Saturday, May 19, 2007

APS Standards of Conduct

The standards themselves, for administrators and board members, are hard to find, equivocal, and "legally" meaningless; deliberately. In contrast, the standards for students are written very clearly in the Student Behavior Handbook.

If you do a "readability" analysis on the handbook, you will find that it is written to be read by a college student, prelaw. We will print up about 100,000 of them in many languages; except one that students and/or their parents can read and understand. One will be handed to each student who will then do with it, exactly what you would expect a kid to do with a handout s/he doesn't care about and can't read anyway.

If they do read it, they will find that; the student standard of conduct requires them to model and promote The Pillars of Character Counts. Students are required to hold themselves accountable to a widely recognized, accepted and respected code of ethical conduct.

They are expected to emulate the example set by
George Washington.

By their own deliberate choice; the leadership of the APS cannot be held accountable to that same higher standard of conduct. To their ever lasting shame; they have excepted themselves from accountability to the standard of conduct to which they hold students accountable.

Right now; they are excepting themselves from the law. The law requires that they surrender the public records surrounding investigations of APS' criminial misuse of BCSO computers; and they will not. Elizabeth Everitt will not. Darren White will not.

They have evidence of felony criminal misconduct and neither will surrender it to the Bernalillo County District Attorney.

"The law" allows a lot of game playing;
it allows legal weaselry.

It will be along time before Beth Everitt and Darren White are actually held accountable under the law for refusing to surrender public records. Rigo Chavez is still stonewalling the NMAGO; "legally".

Ethical accountability however is immediate. And both are damned by their immediate ethical misconduct. Both are damned by the public record as it is being laid down.

But how does one hold a public school superintendant and a county sheriff accountable to a code of the ethics...


...when neither can be held accountable, even to the law?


◆ YOUR TASK: Output the data unchanged and complete, minus the images.

###

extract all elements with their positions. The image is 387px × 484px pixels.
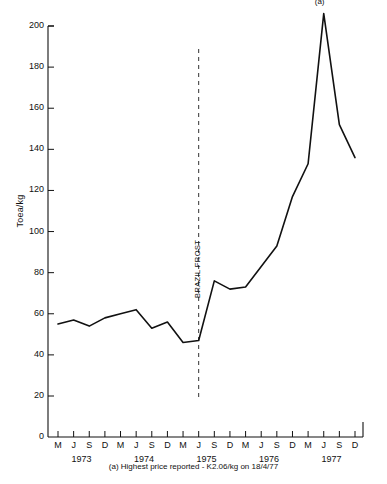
y-tick-label: 20 [14,390,44,400]
y-tick-label: 40 [14,349,44,359]
chart-footnote: (a) Highest price reported - K2.06/kg on… [0,462,387,471]
y-zero-label: 0 [14,431,44,441]
y-tick-marks [48,26,54,396]
x-tick-label: D [345,440,365,450]
y-tick-label: 180 [14,61,44,71]
footnote-text: Highest price reported - K2.06/kg on 18/… [121,462,278,471]
x-tick-marks [58,431,355,437]
y-tick-label: 100 [14,226,44,236]
price-line-series [58,14,355,343]
y-tick-label: 120 [14,184,44,194]
y-tick-label: 160 [14,102,44,112]
brazil-frost-label: BRAZIL FROST [193,240,202,298]
footnote-marker: (a) [109,462,119,471]
y-tick-label: 200 [14,20,44,30]
peak-marker-label: (a) [315,0,325,6]
y-tick-label: 60 [14,308,44,318]
y-axis-label: Toea/kg [15,171,25,251]
chart-figure: Toea/kg 20406080100120140160180200 0 MJS… [0,0,387,484]
y-tick-label: 140 [14,143,44,153]
y-tick-label: 80 [14,267,44,277]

###

◆ RESULT:
extract all elements with their positions. The image is 387px × 484px pixels.
y-tick-label: 20 [14,390,44,400]
y-tick-label: 40 [14,349,44,359]
chart-footnote: (a) Highest price reported - K2.06/kg on… [0,462,387,471]
y-zero-label: 0 [14,431,44,441]
y-tick-marks [48,26,54,396]
x-tick-label: D [345,440,365,450]
y-tick-label: 180 [14,61,44,71]
footnote-text: Highest price reported - K2.06/kg on 18/… [121,462,278,471]
x-tick-marks [58,431,355,437]
y-tick-label: 100 [14,226,44,236]
price-line-series [58,14,355,343]
y-tick-label: 120 [14,184,44,194]
y-tick-label: 160 [14,102,44,112]
brazil-frost-label: BRAZIL FROST [193,240,202,298]
footnote-marker: (a) [109,462,119,471]
y-tick-label: 200 [14,20,44,30]
peak-marker-label: (a) [315,0,325,6]
y-tick-label: 60 [14,308,44,318]
y-axis-label: Toea/kg [15,171,25,251]
chart-figure: Toea/kg 20406080100120140160180200 0 MJS… [0,0,387,484]
y-tick-label: 140 [14,143,44,153]
y-tick-label: 80 [14,267,44,277]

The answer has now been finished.